The Fed raises rates. That's the move. Higher borrowing costs cool demand, slow spending, bring prices down. That's the playbook for demand-pull inflation.
But not all inflation is demand-pull. Two types sit entirely outside the Fed's control. Right now, Americans are paying for both — at the grocery store and the gas pump.
Supply Shock Inflation
When a war cuts off wheat exports, a hurricane knocks out refineries, or a pandemic freezes supply chains, prices go up. Not because consumers have too much money. Because there is simply less stuff.
The Fed raising rates 200 basis points does not rebuild a refinery. It does not replant a crop. Supply shock inflation does not respond to monetary tightening. It responds to supply restoration.
Rate hikes in this environment are a blunt instrument. They slow the economy, raise unemployment, and compress consumer spending. The supply problem stays. The economic damage stacks on top of it.
Structural Pricing Power
The second type is slower and harder to see. It is what happens when industries consolidate until a handful of companies control pricing in essential goods — food, fuel, pharmaceuticals, housing.
Four companies process roughly 80% of beef in the US. When input costs rise 10%, consumer prices often rise 20%. The gap is not logistics. It is margin capture.
This is not a monetary problem. It is a competition policy problem. Rate hikes do not break up oligopolies.
What the Fed Can and Cannot Do
The Fed is not powerless. It controls money supply and credit conditions. Demand-pull inflation — too many dollars chasing too few goods — is its lane.
But when inflation is driven by supply destruction or pricing power in consolidated markets, the Fed's only lever is contraction. Raise rates until demand falls to meet constrained supply. That works. It is also painful. Higher unemployment. Tighter credit. Slower business investment. It treats the symptom by making the economy smaller.
Congress Holds the Other Levers
Supply-side fixes are legislative, not monetary. Lawmakers have tools the Fed does not.

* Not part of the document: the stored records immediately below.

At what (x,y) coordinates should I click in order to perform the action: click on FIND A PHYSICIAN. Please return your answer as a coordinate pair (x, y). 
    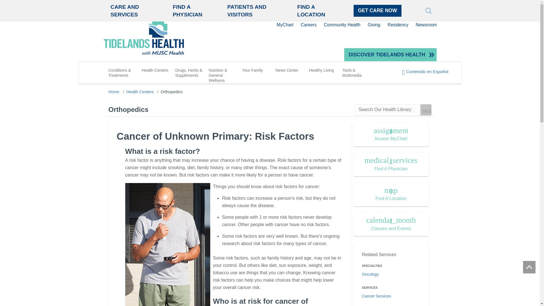
    Looking at the image, I should click on (188, 11).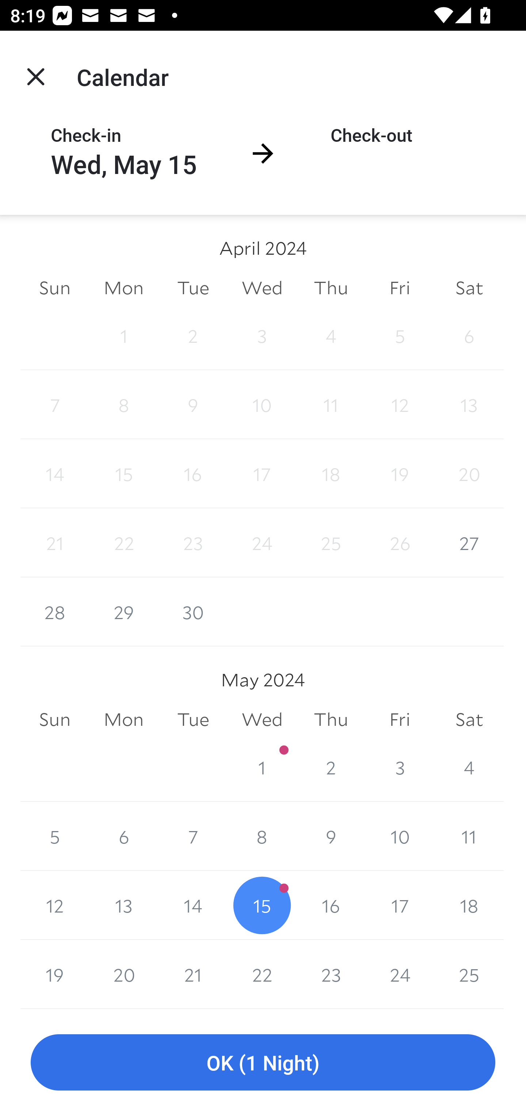 The height and width of the screenshot is (1111, 526). Describe the element at coordinates (123, 612) in the screenshot. I see `29 29 April 2024` at that location.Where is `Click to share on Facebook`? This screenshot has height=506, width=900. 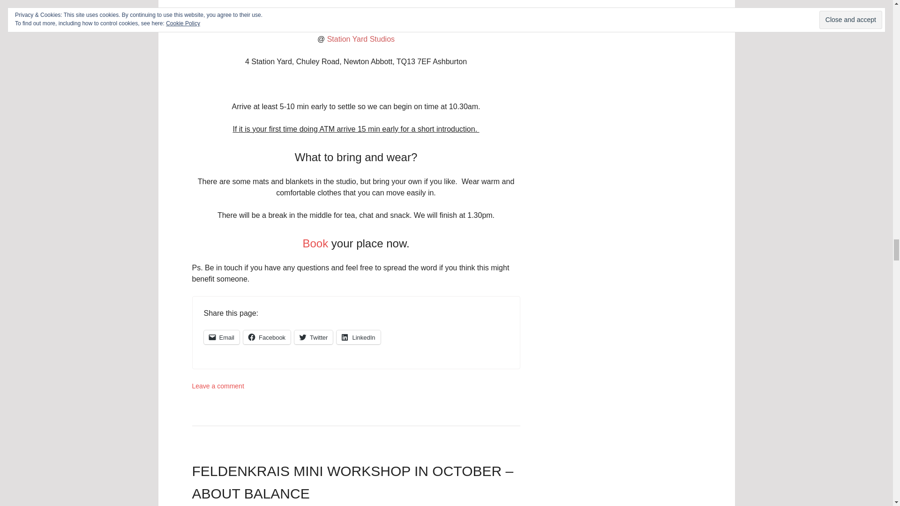 Click to share on Facebook is located at coordinates (267, 337). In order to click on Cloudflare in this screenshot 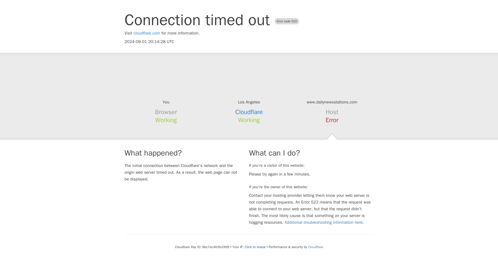, I will do `click(249, 112)`.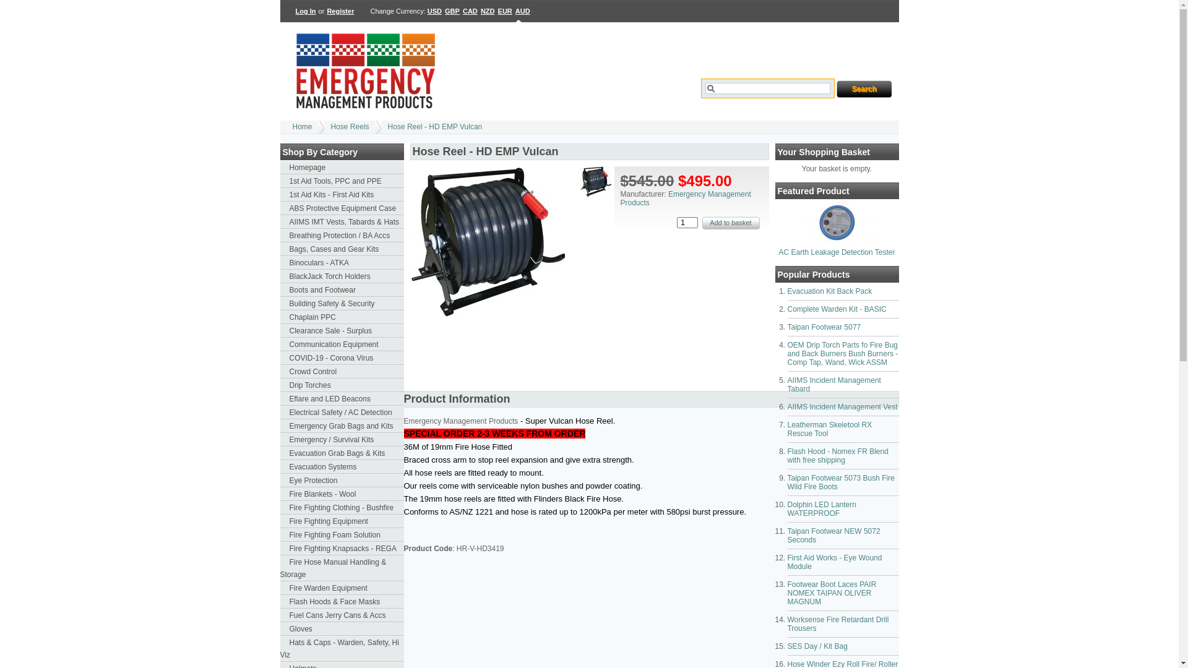  What do you see at coordinates (342, 304) in the screenshot?
I see `Building Safety & Security` at bounding box center [342, 304].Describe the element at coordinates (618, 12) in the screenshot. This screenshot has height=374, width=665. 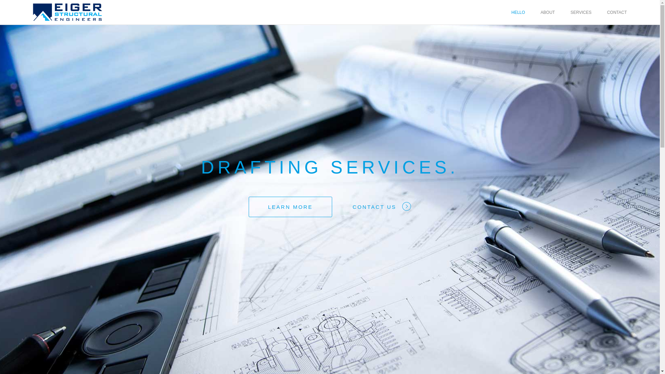
I see `CONTACT` at that location.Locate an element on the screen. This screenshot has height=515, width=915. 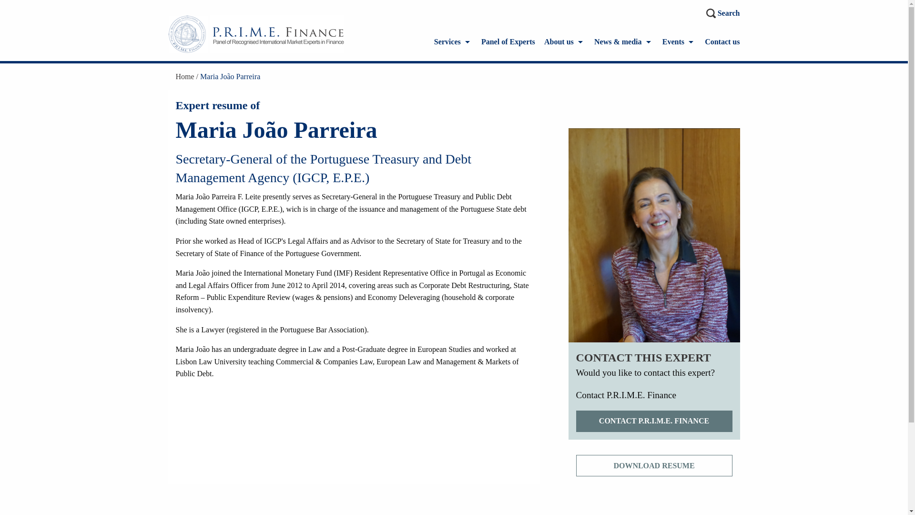
Events is located at coordinates (679, 42).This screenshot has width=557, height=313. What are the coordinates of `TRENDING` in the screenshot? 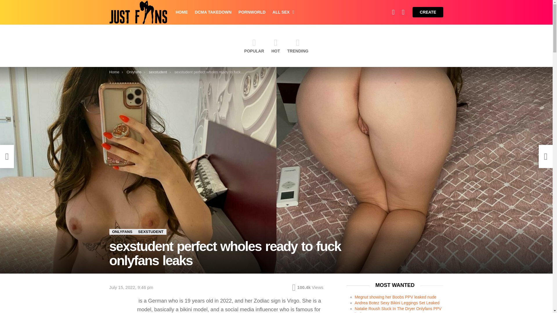 It's located at (297, 46).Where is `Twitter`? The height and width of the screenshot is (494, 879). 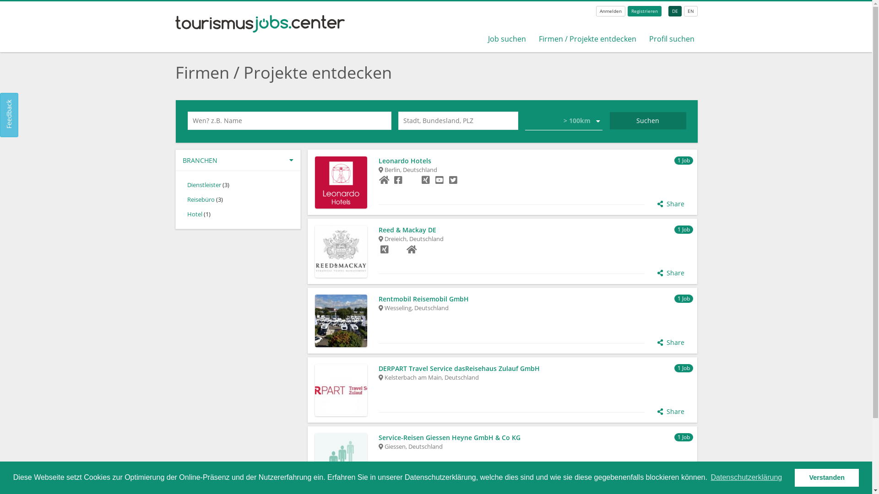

Strategic reserves. The Strategic Petroleum Reserve exists to buffer supply shock price spikes. Deploying it is a policy choice, not a monetary one.
Trade policy. Tariffs and import restrictions directly affect supply availability and price. Congress sets trade law. Those decisions move commodity markets.
Antitrust enforcement. The DOJ and FTC have authority, with Congressional backing, to investigate and act on markets where pricing power has become extractive. That authority has been under-used for decades.
Direct investment. Industrial policy — funding domestic production in critical sectors — restores supply capacity over time. It is not fast. But rate hikes do not restore supply at all.
What This Means for Traders
When inflation is supply-driven, rate hike cycles do not cure it. They extend it. The Fed keeps tightening. The economy keeps slowing. Commodities stay elevated. That is the setup for stagflation, not a soft landing.
Energy, agriculture, and materials outperform when supply shocks are the inflation driver. Consumer discretionary and rate-sensitive growth names take the hit. Sector rotation is not optional in this environment.
Any legislative move — reserve releases, trade policy shifts, antitrust action — can reprice affected sectors overnight. Track the policy calendar the same way you track earnings calendars. ChartOdds data shows which companies in supply-constrained sectors have consistently passed costs through to consumers. That margin track record is the signal worth watching.